The Story Becomes a National Scandal
Edith Rogers was charged with aiding and abetting the escape of an enemy of the United States. The Nashville jail held her on $2,000 bond. Military police turned von der Aue over to the Army to be returned to Camp McCain.
Then newspapers across the country picked up the story. The Kansas City Star and countless other publications ran numerous accounts of the Delta farmer’s wife who ran off with a handsome German pilot. The press didn't hold back on details.
Reporters found and interviewed von der Aue. As a prisoner with nothing to lose, he spoke freely. “Her husband was seldom at home,” he told them. “I fell in love with her and I wanted to marry her. I still do.”

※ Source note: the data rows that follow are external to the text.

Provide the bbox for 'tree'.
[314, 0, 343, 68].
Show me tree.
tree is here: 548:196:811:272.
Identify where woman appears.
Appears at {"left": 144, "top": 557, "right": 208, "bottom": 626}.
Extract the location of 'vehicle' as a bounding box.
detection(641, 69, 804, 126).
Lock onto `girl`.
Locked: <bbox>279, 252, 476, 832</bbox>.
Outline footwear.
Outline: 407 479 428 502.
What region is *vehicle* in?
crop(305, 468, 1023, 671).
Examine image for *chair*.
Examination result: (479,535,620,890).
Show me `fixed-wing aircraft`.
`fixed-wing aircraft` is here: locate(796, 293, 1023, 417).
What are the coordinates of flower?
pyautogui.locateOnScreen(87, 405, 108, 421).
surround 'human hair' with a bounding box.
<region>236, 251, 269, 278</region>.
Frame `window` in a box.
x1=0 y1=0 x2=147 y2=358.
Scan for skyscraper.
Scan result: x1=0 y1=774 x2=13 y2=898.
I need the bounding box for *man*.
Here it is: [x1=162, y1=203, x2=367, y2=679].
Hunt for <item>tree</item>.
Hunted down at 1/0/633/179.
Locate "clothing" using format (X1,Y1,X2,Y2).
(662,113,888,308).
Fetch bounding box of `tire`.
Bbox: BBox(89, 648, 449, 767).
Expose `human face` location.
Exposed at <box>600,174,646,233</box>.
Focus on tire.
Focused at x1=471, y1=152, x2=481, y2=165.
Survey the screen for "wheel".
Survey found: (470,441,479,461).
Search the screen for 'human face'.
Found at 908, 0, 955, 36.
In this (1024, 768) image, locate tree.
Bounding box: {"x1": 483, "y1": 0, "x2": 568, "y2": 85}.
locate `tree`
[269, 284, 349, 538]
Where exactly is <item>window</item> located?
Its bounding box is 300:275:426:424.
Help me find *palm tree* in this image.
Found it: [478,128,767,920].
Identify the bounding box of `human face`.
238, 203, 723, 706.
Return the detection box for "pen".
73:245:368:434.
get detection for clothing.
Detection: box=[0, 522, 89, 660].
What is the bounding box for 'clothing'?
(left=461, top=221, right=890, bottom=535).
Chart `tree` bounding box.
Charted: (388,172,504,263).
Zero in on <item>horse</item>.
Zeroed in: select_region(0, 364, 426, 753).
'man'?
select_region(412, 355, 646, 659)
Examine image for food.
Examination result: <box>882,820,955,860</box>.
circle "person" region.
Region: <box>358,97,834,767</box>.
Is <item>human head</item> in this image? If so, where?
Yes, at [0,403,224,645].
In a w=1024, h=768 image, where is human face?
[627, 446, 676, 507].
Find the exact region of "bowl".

The coverage must have devastated Joseph Rogers. His wife had run off with an enemy prisoner, even abandoning their daughter at home alone to do so. Now, the whole nation was reading about it. Surprisingly, Rogers posted Edith's bond and secured her return to Bolivar County to await trial in Clarksdale that May.
During her bond hearing, reporters noted she appeared “smartly dressed except for her bare legs.” She reportedly refused to allow photographs and stayed silent throughout the whole ordeal, breaking silence only once.
She allegedly laughed when someone asked, “Have you talked to your husband yet?” She later remained adamant that she only helped the German escape out of pure personal feelings for him.
Mississippi's Most Powerful Politician Defends Her
Before the trial in May 1946, Joseph Rogers had hired Walter Sillers Jr.—Speaker of the Mississippi House of Representatives and one of the Delta's most powerful politicians.
Sillers was born and raised in Rosedale to a large plantation family. They owned vast swaths of farms and land in Bolivar County. He had represented the region in the state legislature since 1916 and would serve as House Speaker for 22 years, becoming arguably Mississippi's most powerful political figure of the time. His connections to the Rogers would be a great help to the family.
With Sillers’ assistance and his negotiations with Federal Judge Allen Cox, Edith Rogers was only slapped with two years' probation. No prison time. The sentence was likely light to spare the Rogers family additional embarrassment.
Meanwhile, Von der Aue received 30 days of solitary confinement at Camp McCain—light punishment for another escape attempt with a civilian accomplice.
Both were lucky the attempt occurred after the war had ended. Such acts could have been handled with much harsher sentences.
What Happened After
What became of von der Aue remains unclear. With most POWs finally repatriated by the summer of 1946, Von der Aue likely returned to a devastated Germany.
There is no evidence that Joseph and Edith Rogers divorced after the scandal. The marriage apparently survived. Joseph Rogers died in 1974 and was buried in Cleveland, Mississippi. Edith passed away in 1991.
Not all prisoners left America behind forever. Roughly 4,000 German prisoners refused to be repatriated at the end of the war. One prisoner, Georg Gaertner, hid under an assumed name until surrendering in 1985, then acquired American citizenship.
When the rest returned to Europe, many found their homes destroyed by bombings and their families dead or missing. Some likely could not or outright refused to return home if it was now under communist control.
Several thousand former prisoners held in America found conditions in post-war Europe so harsh that they eventually returned to the U.S., obtained citizenship, and even settled in places like Mississippi where they once were held as prisoners. Countless others stayed in touch with and later visited the locals they had met and worked for during the war.
Of the more than 20,000 Axis prisoners who worked Mississippi fields between 1943 and 1946, most went home with nothing more than memories of heat and hard work, lucky to be alive.
But for Lt. Helmut von der Aue, his captivity led to a cross-country flight with another man’s wife as FBI agents chased them from the Mississippi Delta to Nashville, Tennessee.